▶ _Assigned task_
Each line of the records has to be copied exactly, though the pictures must be left out.

Stored items:
☆ ☆ ☆ ☆ ☆

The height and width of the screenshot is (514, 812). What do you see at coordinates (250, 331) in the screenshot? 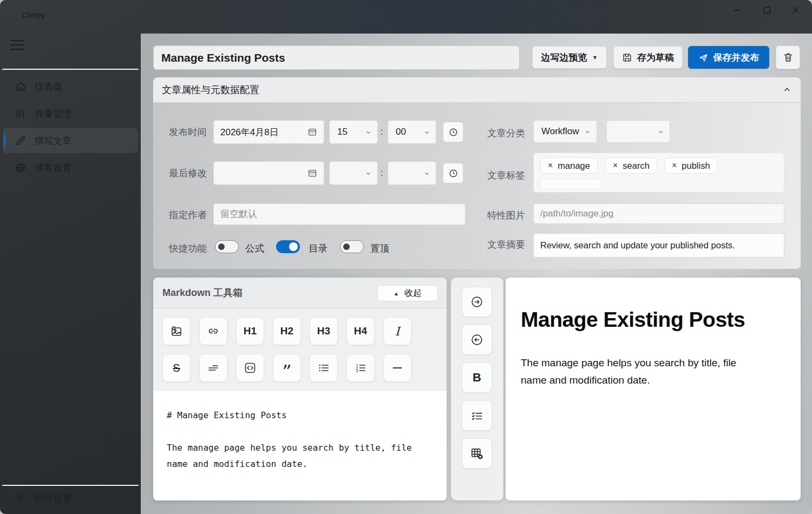
I see `heading1-button: H1` at bounding box center [250, 331].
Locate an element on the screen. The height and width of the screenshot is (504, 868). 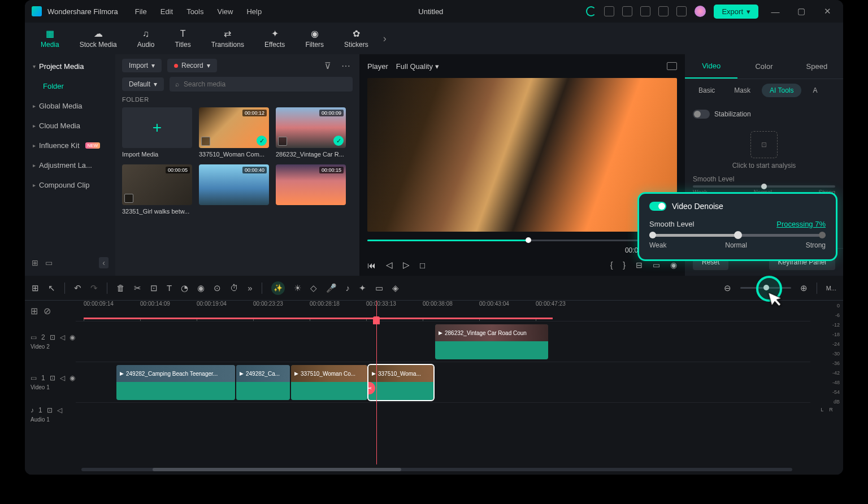
grid-icon is located at coordinates (682, 11).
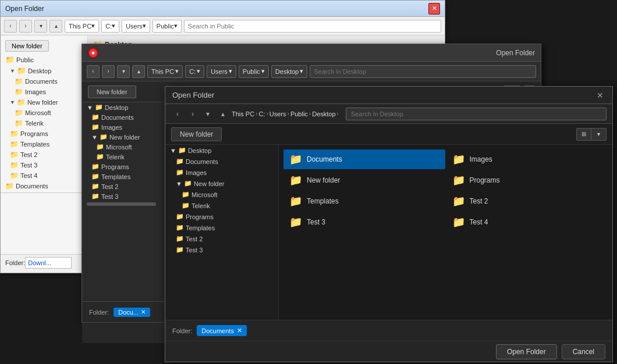 Image resolution: width=617 pixels, height=364 pixels. Describe the element at coordinates (136, 26) in the screenshot. I see `win1-users-segment: Users ▾` at that location.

☆ ☆ ☆ ☆ ☆

▶ _Answer section_
The height and width of the screenshot is (514, 812). What do you see at coordinates (250, 331) in the screenshot? 
I see `heading1-button: H1` at bounding box center [250, 331].
Locate an element on the screen. The height and width of the screenshot is (504, 868). 
grid-icon is located at coordinates (682, 11).
 Image resolution: width=617 pixels, height=364 pixels. Describe the element at coordinates (136, 26) in the screenshot. I see `win1-users-segment: Users ▾` at that location.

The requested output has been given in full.